§ Required action
Transcribe, word for word, all of the entries below, and exclude any pictures from the copy.

• • • •

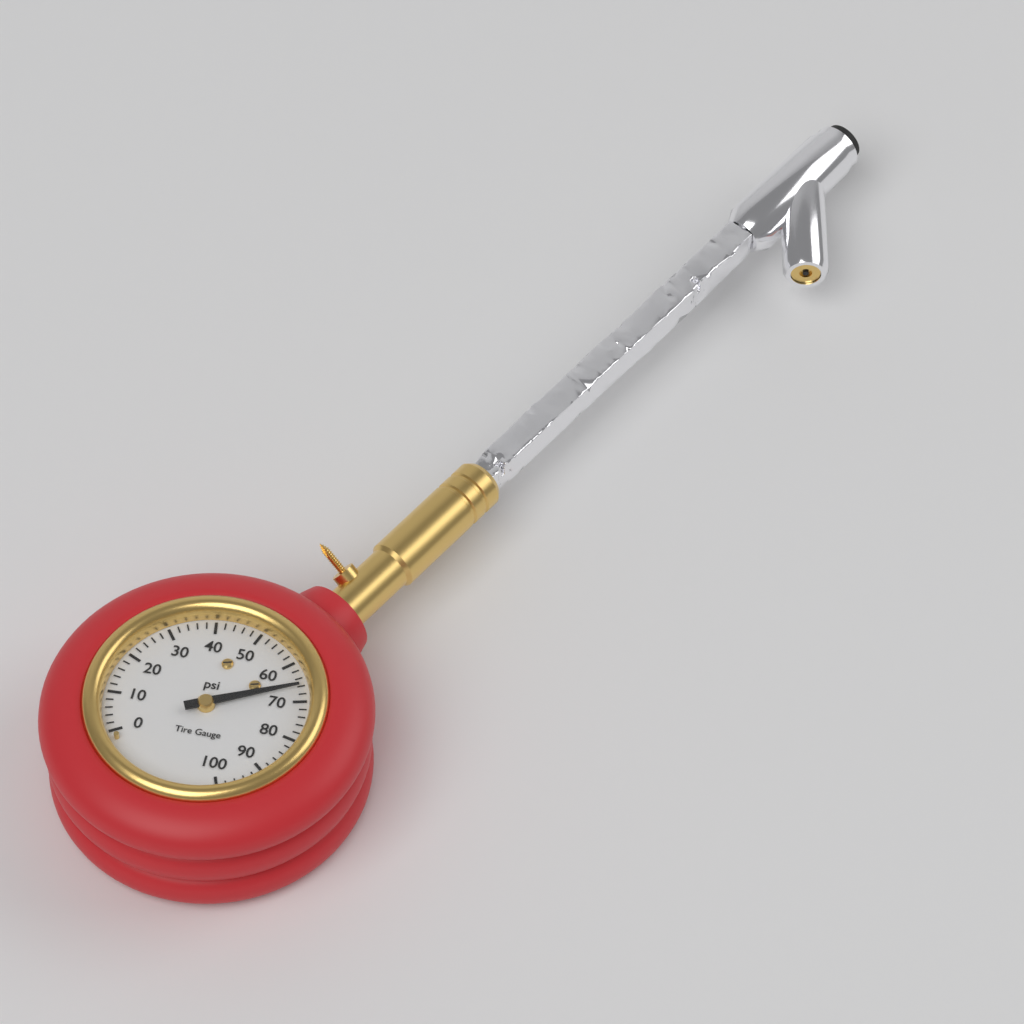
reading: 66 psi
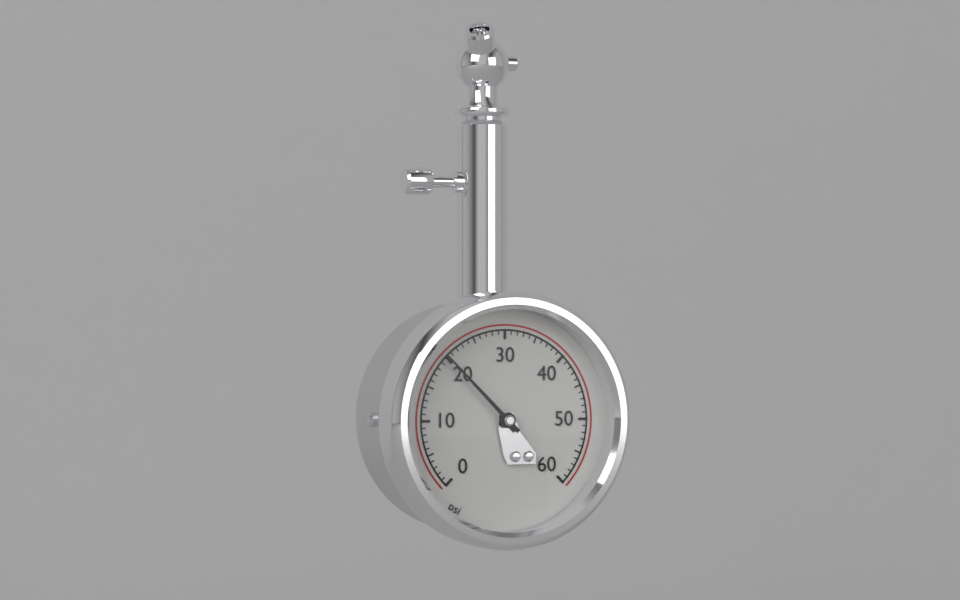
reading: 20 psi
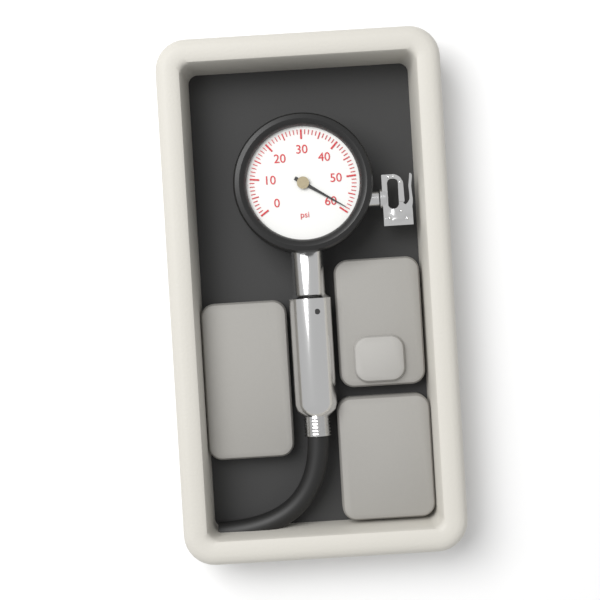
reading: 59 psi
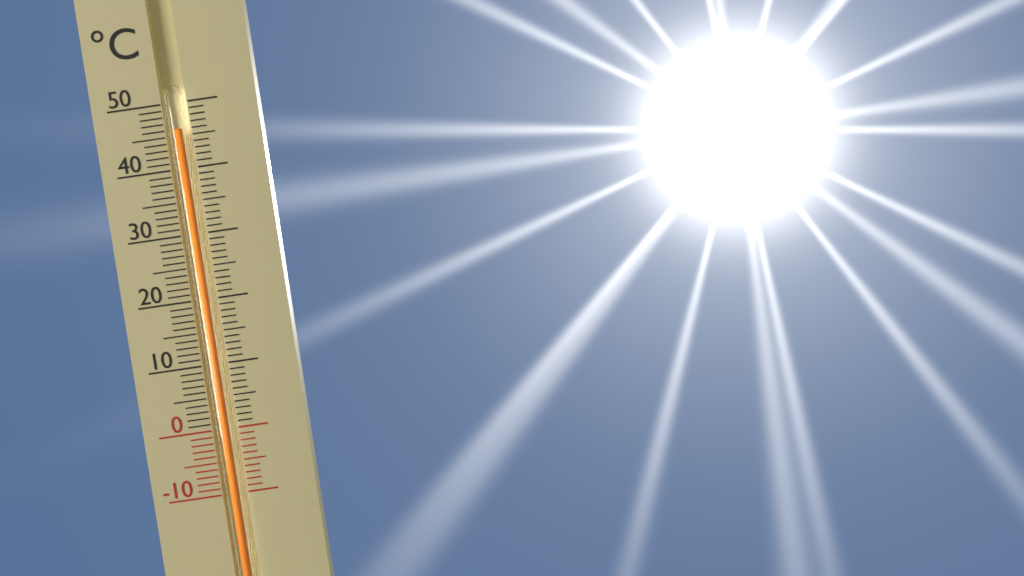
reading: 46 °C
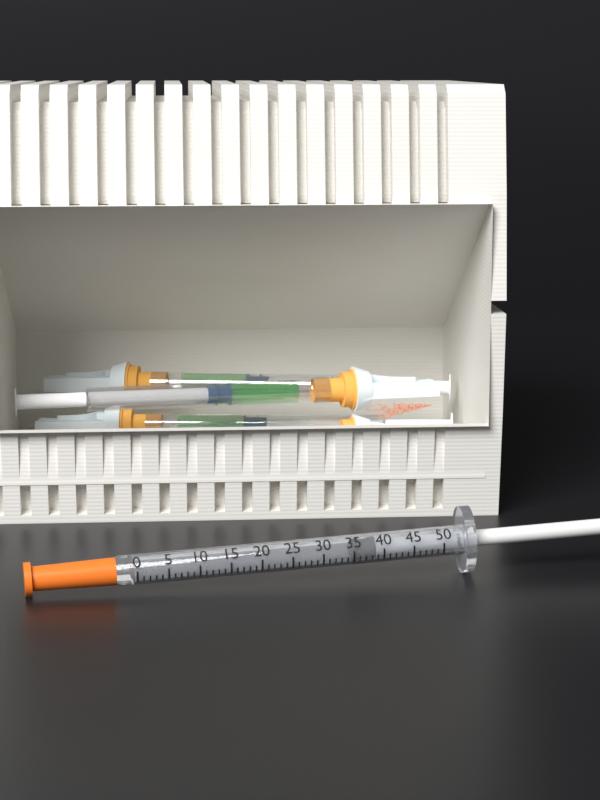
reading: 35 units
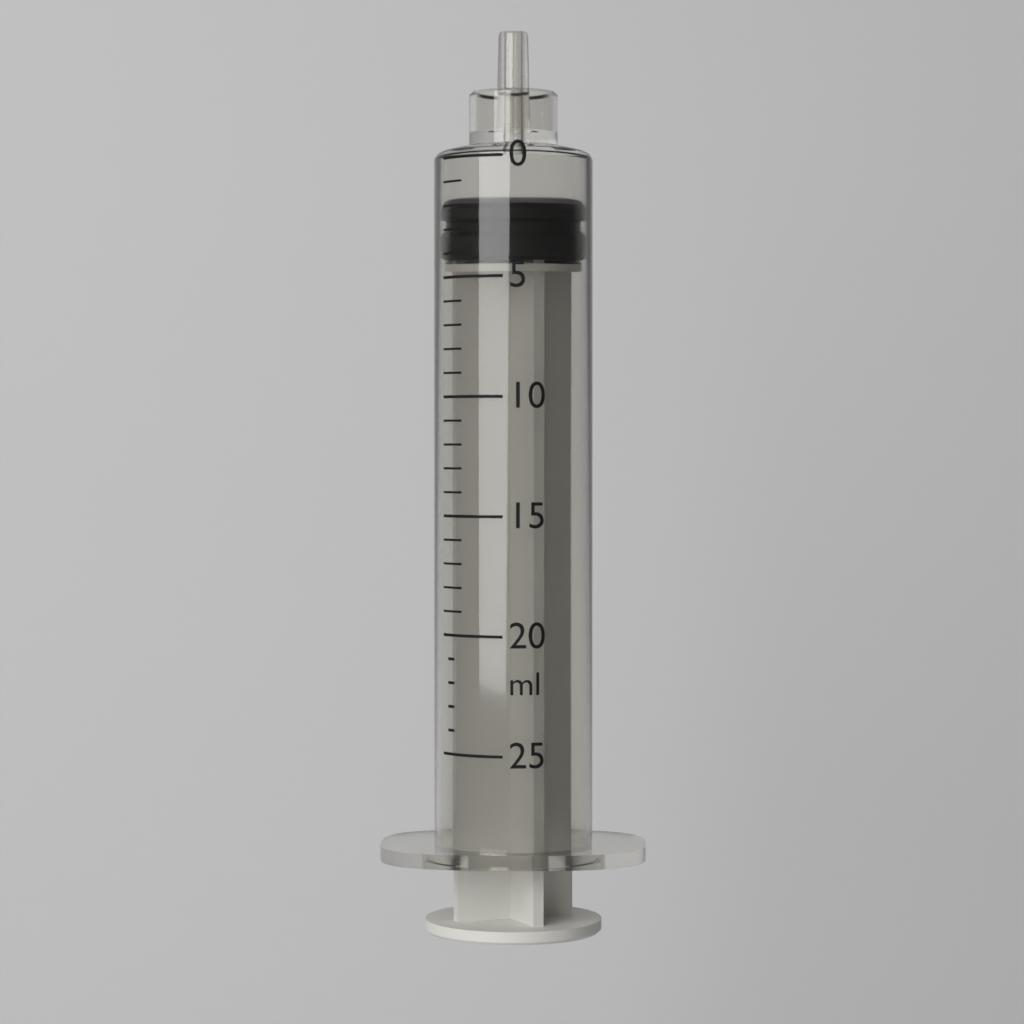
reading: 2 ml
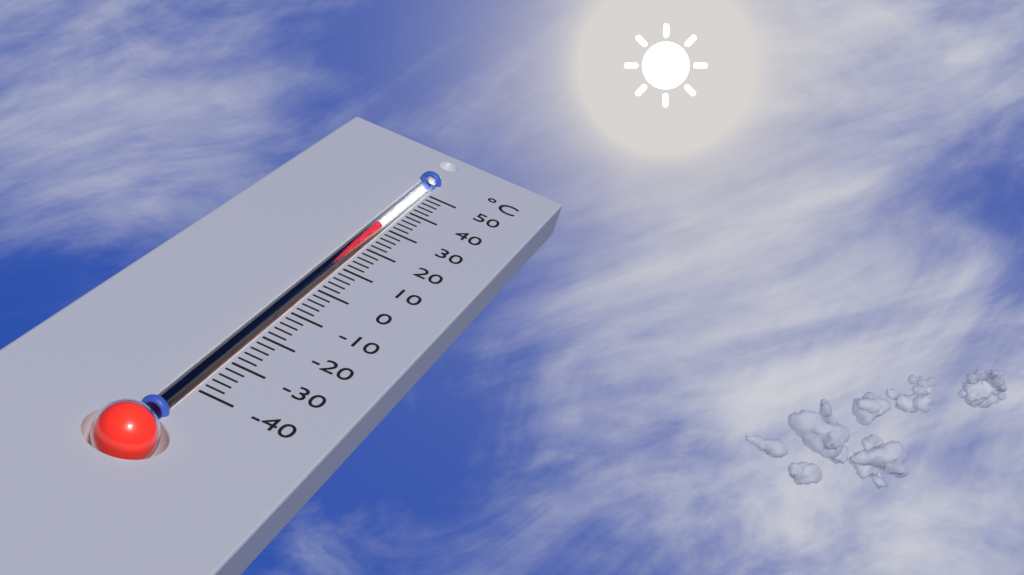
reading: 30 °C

• • • •

§ Response
reading: 66 psi
reading: 20 psi
reading: 59 psi
reading: 46 °C
reading: 35 units
reading: 2 ml
reading: 30 °C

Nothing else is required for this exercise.